“The Playboy Club” closes due to ratings, ad pressure

It should come as no surprise that NBC canceled the universally panned “The Playboy Club,” after only three episodes.  NBC cited ratings that descended disastrously from 5 million viewers to 3.2 million for Monday’s episode.

“I’m highly disappointed,” said Local 476’s Mark Hogan, whose members numbered from 125 to 200 working on the show, which employed another 50 from other unions. Through episode four, 70 local actors had been hired for the AFTRA series. 

The local AFTRA office estimates the number of actors should be close 100 by the time it receives the figures for all six episodes.

“Fox Television spent millions of dollars on the sets,” says Hogan, “which was a beautiful showcase for our talented workers and it was mindboggling what they turned out.”

The Chicago Film Office’s Rich Moskal says that another $16 million, or approximately $2 million per episode, would have been spent if the series had continued through the end of the year.  He concedes that losing the rest of the series is “a hit.”

Six “Playboy Club” episodes have been completed at Cinespace stages and when the last day of episode six is finished this week, “then it’s over,” Hogan adds.

Amber Heard of The Playboy ClubThe show starred Amber Heard and Eddie Cibrian in a 1960s-set story about the Chicago Playboy Club and the bunnies and men who loved them.

Ratings dropped to 1.2 in the coveted 18-49 demos

According to The Hollywood Reporter, “Playboy Club’s” underwhelming ratings attracted 5 million viewers and a 1.6 rating in the advertiser-coveted adults 18-49 demographic. The second episode tumbled 19%, luring only 3.8 million viewers and a 1.3 in the demo.  Its most recent episode dropped even more, attracting 3.2 million viewers and a 1.2.

Ratings and badly conceived scripts weren’t the only factors involved in the series’ demise.  It faced an almost immediate backlash as the Parents Television Council called for a boycott and urged sponsors to pull out.

Seven advertisers exited the series in the series’ second week, after PTC president deemed the show a “commercial disaster” and called for the network to cancel the “degrading and sexualizing program immediately.”

The PTC targeted the show from early on for objectifying and degrading women since NBC ordered it to series in May.

Showrunner defends show’s concept

Showrunner/co-writer Chad Hodge downplayed the controversy after Gloria Steinem called for a boycott and NBC’s Salt Lake City affiliate refused to air it.

“I think there’s a perception of the show that’s false,” he said. “There are different brands of feminism and I don’t think it should be boxed into any one version.”

“I think there was a perception that we were trying to do something politically ambitious or make a statement or make this a show about empowering women, which sounds super boring to me. That sounds like a documentary, which this certainly is not. This is more like ‘Chicago,’ ‘Moulin Rouge’ and ‘All That Jazz,’ ‘Desperate Housewives.’ This is a fun, sexy soap,” he added.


## Task objective
Across all the entries below, how many lines contain the string "asia"? The number by itself is the answer.

Start of Recorded data

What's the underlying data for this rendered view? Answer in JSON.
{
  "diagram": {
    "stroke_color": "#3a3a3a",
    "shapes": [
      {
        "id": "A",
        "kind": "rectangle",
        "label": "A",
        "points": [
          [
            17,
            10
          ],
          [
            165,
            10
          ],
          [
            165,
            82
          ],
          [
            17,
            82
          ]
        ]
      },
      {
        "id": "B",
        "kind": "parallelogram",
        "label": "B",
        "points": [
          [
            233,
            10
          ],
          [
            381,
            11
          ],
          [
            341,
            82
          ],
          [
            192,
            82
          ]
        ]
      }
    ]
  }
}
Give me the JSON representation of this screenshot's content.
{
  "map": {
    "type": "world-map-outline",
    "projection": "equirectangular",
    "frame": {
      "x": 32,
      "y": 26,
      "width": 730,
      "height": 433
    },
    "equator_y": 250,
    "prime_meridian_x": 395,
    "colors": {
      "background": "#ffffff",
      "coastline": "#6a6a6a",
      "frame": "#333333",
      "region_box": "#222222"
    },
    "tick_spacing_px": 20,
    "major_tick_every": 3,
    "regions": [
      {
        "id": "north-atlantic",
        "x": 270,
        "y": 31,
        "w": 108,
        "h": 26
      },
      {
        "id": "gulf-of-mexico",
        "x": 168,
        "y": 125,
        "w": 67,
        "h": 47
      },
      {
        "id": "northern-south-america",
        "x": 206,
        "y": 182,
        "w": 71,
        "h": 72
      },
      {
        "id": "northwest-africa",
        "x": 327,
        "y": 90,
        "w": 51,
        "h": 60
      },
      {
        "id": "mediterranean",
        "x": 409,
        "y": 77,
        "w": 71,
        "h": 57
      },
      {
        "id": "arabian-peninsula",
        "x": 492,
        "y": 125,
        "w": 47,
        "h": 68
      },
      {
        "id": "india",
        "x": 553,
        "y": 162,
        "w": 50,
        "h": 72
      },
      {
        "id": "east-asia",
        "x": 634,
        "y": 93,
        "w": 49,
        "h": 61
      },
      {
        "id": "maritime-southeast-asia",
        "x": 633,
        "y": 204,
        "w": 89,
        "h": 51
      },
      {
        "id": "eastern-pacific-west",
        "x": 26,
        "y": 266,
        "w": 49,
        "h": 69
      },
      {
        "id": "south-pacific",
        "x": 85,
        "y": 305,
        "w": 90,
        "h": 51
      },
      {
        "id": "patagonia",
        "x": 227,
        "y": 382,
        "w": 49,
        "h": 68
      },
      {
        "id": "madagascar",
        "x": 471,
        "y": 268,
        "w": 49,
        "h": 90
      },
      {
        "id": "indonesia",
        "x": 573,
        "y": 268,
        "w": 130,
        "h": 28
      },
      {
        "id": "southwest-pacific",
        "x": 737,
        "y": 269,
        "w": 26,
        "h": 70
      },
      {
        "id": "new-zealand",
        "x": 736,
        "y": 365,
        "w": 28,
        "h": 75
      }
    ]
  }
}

End of Recorded data

## Response below
2